Acting
No biography available.
Set in apocalyptic Palermo peopled by ignorant, inbred, flatulent gluttons and deformed Mafiosi, a dark comedy which centers on a poor family of three-middle aged brothers who are coerced, by local Mafia honchos, into hiding a mysterious old man known as the Uncle from Brooklyn in their home.

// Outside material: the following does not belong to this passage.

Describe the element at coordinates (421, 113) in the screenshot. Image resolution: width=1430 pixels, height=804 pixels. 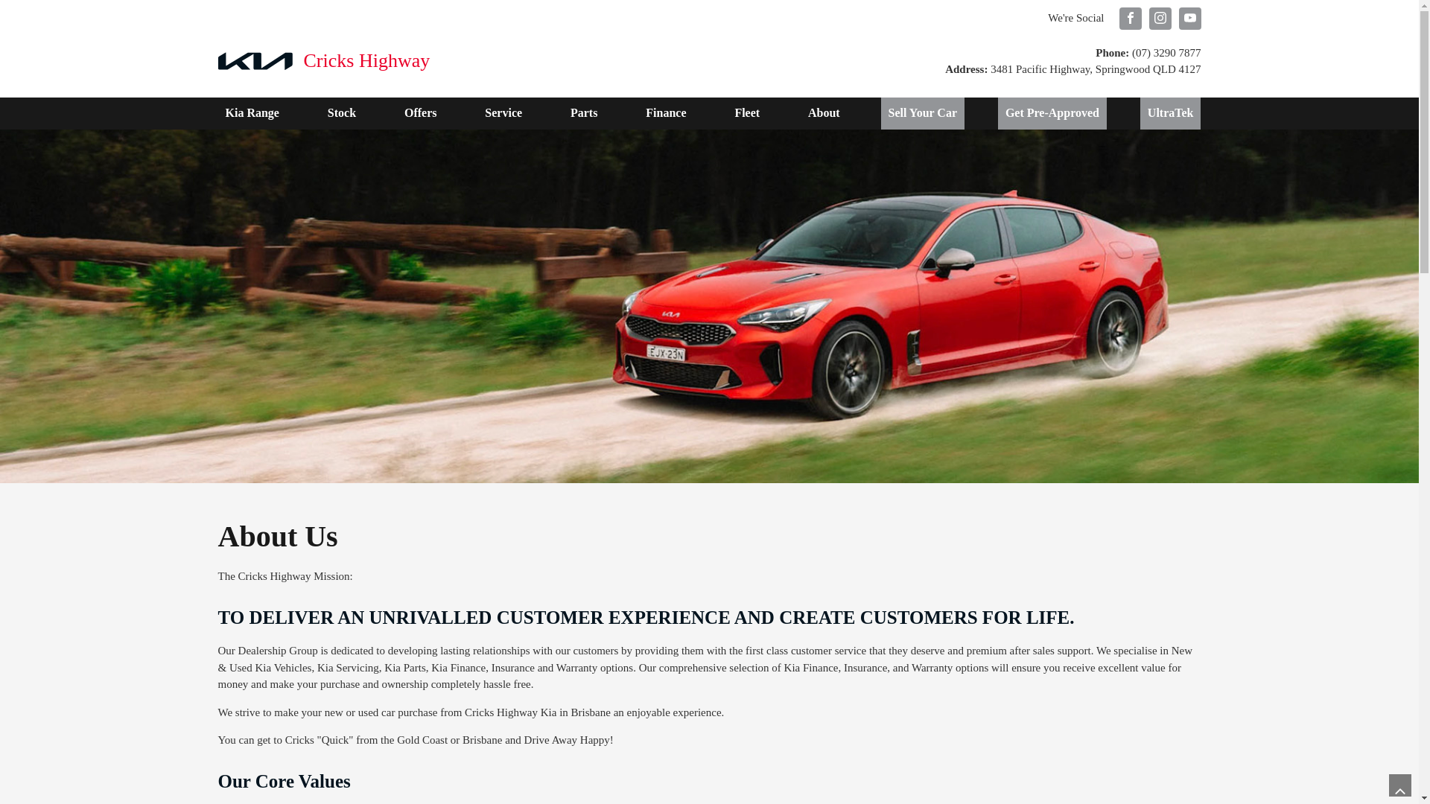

“Being born in Palermo is a kind of punishment, but I’ve never left because it would feel like betrayal. Moreover, I can’t imagine Cinico Tv in any other place in the world.” To Franco Maresco, a brilliant, solitary director from Palermo, his city was the stage of a surreal comedy of rampant decay just as the Mafia was renegotiating the division of power and influence in the emerging Second Republic. Ruins, trash, scraps, underwear, flatulence and burping raided the TV screen at dinnertime in Italian homes in the spring of 1992, sparking hostile cultural debates about the limits of trash and the aesthetics of ugliness, the sense of post-history and post-humanity
Romagnolo is a short film contained CinicoTV series by the duo Maresco & Ciprì .
In relation to some of Pasolini's visits to Palermo for this last film, in 2000 Ciprì and Maresco shot Arruso, which begins with a phrase by Pasolini ("I banished the word hope from my vocabulary") and consists of imaginary interviews with some local characters who are presumed to have had homosexual relationships with the director. The two record the testimonies, sometimes affectionate others less, of those who had the opportunity to meet him and know the trends on the occasion of that trip.

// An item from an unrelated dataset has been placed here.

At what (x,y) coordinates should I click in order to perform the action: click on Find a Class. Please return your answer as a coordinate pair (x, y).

A montage dedicated to friends, actors and companions who have passed away over the years: from Francesco Tirone to Paviglianiti, two leading figures in the famous Cinico TV series, from Tommaso Lauria to Carmelo Bene. This journey down memory lane (and through pain), created especially for Fuori Orario, was broadcast on the night of Ferragosto.
Several figures associated with Cinico TV talk about its inception, its rise, and the context in which it took place.